Learning image representations with ConvNets by pretraining on ImageNet has proven useful across many visual understanding tasks including object detection, semantic segmentation, and image captioning. Although any image representation can be applied to video frames, a dedicated spatiotemporal representation is still vital in order to incorporate motion patterns that cannot be captured by appearance based models alone. This paper presents an empirical ConvNet architecture search for spatiotemporal feature learning, culminating in a deep 3-dimensional (3D) Residual ConvNet. Our proposed architecture outperforms C3D by a good margin on Sports-1M, UCF101, HMDB51, THU-MOS14, and ASLAN while being 2 times faster at inference time, 2 times smaller in model size, and having a more compact representation.

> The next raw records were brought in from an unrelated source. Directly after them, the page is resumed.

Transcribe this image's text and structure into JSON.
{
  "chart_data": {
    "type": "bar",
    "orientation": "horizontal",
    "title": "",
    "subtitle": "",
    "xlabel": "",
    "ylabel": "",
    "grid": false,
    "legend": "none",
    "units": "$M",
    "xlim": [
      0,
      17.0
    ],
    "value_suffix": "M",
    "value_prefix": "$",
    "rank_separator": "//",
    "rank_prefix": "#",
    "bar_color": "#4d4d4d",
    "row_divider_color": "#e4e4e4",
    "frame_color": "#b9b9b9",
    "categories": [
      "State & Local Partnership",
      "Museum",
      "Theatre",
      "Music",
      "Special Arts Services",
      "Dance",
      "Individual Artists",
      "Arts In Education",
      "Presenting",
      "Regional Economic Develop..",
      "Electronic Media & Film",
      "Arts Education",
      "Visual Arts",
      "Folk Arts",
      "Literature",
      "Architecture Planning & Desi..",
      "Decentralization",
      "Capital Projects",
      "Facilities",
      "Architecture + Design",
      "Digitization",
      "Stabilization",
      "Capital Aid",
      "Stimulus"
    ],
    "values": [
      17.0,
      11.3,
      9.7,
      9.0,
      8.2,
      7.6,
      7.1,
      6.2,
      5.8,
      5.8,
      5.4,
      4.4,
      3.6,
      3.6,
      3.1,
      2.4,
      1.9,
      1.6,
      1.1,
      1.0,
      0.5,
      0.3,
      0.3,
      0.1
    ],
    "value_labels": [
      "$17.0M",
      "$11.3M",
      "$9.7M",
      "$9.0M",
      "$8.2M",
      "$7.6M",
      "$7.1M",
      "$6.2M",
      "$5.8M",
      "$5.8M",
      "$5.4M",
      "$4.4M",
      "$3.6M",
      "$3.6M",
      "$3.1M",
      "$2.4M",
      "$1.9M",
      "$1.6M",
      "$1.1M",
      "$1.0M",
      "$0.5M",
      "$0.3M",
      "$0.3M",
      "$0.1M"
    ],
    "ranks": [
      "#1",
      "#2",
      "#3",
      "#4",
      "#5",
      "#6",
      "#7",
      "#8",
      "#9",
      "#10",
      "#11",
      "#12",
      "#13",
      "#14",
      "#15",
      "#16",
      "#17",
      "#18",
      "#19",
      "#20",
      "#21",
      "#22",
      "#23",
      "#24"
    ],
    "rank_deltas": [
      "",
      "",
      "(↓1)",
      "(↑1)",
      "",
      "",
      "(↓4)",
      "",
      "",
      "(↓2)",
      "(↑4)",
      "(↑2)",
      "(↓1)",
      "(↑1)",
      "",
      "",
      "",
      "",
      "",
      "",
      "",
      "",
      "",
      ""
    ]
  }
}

Motion has shown to be useful for video understanding, where motion is typically represented by optical flow. However, computing flow from video frames is very timeconsuming. Recent works directly leverage the motion vectors and residuals readily available in the compressed video to represent motion at no cost. While this avoids flow computation, it also hurts accuracy since the motion vector is noisy and has substantially reduced resolution, which makes it a less discriminative motion representation. To remedy these issues, we propose a lightweight generator network, which reduces noises in motion vectors and captures fine motion details, achieving a more Discriminative Motion Cue (DMC) representation. Since optical flow is a more accurate motion representation, we train the DMC generator to approximate flow using a reconstruction loss and an adversarial loss, jointly with the downstream action classification task. Extensive evaluations on three action recognition benchmarks (HMDB-51, UCF-101, and a subset of Kinetics) confirm the effectiveness of our method. Our full system, consisting of the generator and the classifier, is coined as DMC-Net which obtains high accuracy close to that of using flow and runs two orders of magnitude faster than using optical flow at inference time.

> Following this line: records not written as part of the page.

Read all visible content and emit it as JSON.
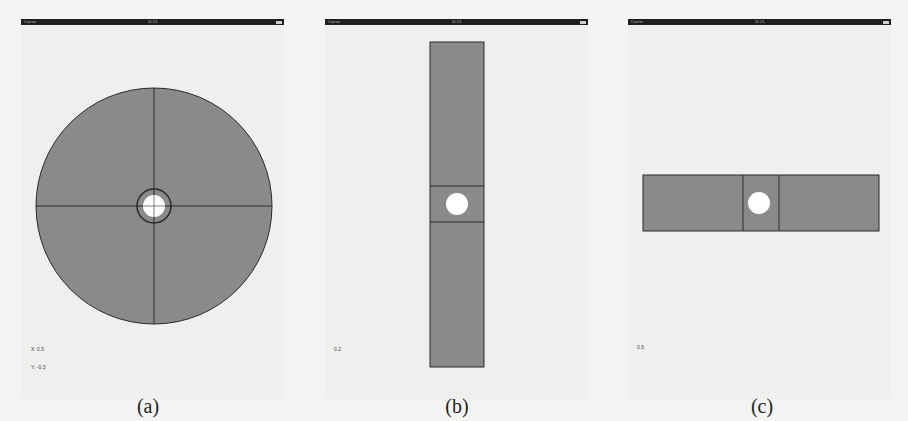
{
  "colors": {
    "page_background": "#f4f4f2",
    "screen_background": "#efefed",
    "statusbar": "#1e1e1e",
    "control_fill": "#8a8a88",
    "control_stroke": "#2a2a2a",
    "knob": "#ffffff"
  },
  "panels": [
    {
      "id": "a",
      "caption": "(a)",
      "statusbar": {
        "carrier": "Carrier",
        "time": "11:21",
        "battery": "battery-icon"
      },
      "control": "circular-joystick",
      "readouts": {
        "x": "X: 0.5",
        "y": "Y: -0.3"
      }
    },
    {
      "id": "b",
      "caption": "(b)",
      "statusbar": {
        "carrier": "Carrier",
        "time": "11:21",
        "battery": "battery-icon"
      },
      "control": "vertical-slider",
      "readouts": {
        "value": "0.2"
      }
    },
    {
      "id": "c",
      "caption": "(c)",
      "statusbar": {
        "carrier": "Carrier",
        "time": "11:21",
        "battery": "battery-icon"
      },
      "control": "horizontal-slider",
      "readouts": {
        "value": "0.5"
      }
    }
  ]
}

scite is a Brooklyn-based organization that helps researchers better discover and understand research articles through Smart Citations–citations that display the context of the citation and describe whether the article provides supporting or contrasting evidence. scite is used by students and researchers from around the world and is funded in part by the National Science Foundation and the National Institute on Drug Abuse of the National Institutes of Health.
hi@scite.ai
10624 S. Eastern Ave., Ste. A-614
Henderson, NV 89052, USA
Copyright © 2024 scite LLC. All rights reserved.
Made with 💙 for researchers
Part of the Research Solutions Family.